10 Things We Love About Being Different from the Supermarkets...
Our fruit and veg (mostly) doesn't come wrapped in plastic.
Apart from cutting single-use plastic waste, this also means you can buy as much (we sell in bulk, just ask) or as little as you like (we'll even cut big things in half or quarter for you).
Truly taste the difference! Our seasonal food, grown locally, tastes so much better. Unlike supermarkets which don't ask for flavour from their suppliers, we choose items from further afield from market based on their taste.
Short food miles that support local growers: Elder's, Phantassie , Tyningham Community Farm and Tyninghame Organic Orchard, The Ridge and Belhaven Community Garden and so many more...
Our amazing local producers: coffee roasted in Berwick-upon-Tweed or East Linton, The Chocolate Tree, Mungoswells flour, The Cheese Lady, The Dunbar Community Bakery , and so many more...
Ethical sourcing - case study Healthy Oils - a small family organisation aiming to bring about change through ethical consumption. They source high quality organic products from cooperatives or family businesses around the UK and EU. Their products are unique, traceable back to their origin farms and cannot be bought in supermarkets. They sell directly to shops, rather than to wholesalers, allowing more affordable pricing.
Community: people make and meet friends in the Crunchy. We love to have a chat, ask what you're making for dinner. We'll never have a self-service check-out! Sometimes convenience has a butterfly effect that creates bigger inconveniences (like loneliness and isolation) down the road. We are a not-for-profit organisation with a community food outreach worker who runs at least three in-person activities a week in the community creating spaces serving nutritious food, building relationships and cutting food waste.
Independent businesses like the Crunchy make our high street a more vibrant, appealing and enjoyable place to be, which makes our town and our lived environment and more vibrant, appealing and enjoyable place to be. No-one ever planned a holiday to a town because it has an ASDA or a Lidl...
Need something we haven't got? We'll try and order it for you, just ask!

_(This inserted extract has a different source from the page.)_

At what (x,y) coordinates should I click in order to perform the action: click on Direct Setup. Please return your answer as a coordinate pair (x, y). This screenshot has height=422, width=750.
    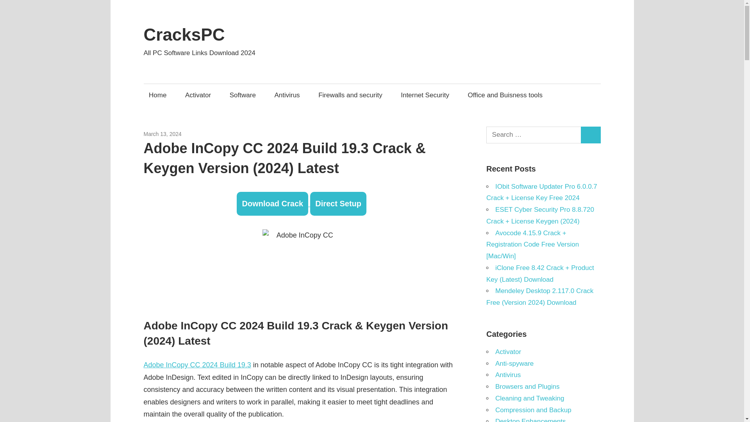
    Looking at the image, I should click on (338, 203).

Supermarkets demand rock bottom prices from their suppliers, which means maximum efficiency in all aspects of production. This translates into cheap meat imports that have been intensively reared and fed on grain grown on deforested land; hedges that provide bird habitat being removed because they take up growing space and are expensive to maintain; tonnes of industrial fertiliser being sprayed on land (fertiliser is responsible for approximately five percent of total greenhouse gas emissions); small businesses going bust; workers being paid and treated badly. And lots more besides of course. Sourcing responsibly means supporting farmers that work with nature and avoid the wholesale reshaping of our natural environment in the pursuit of cheap prices that hide real world costs.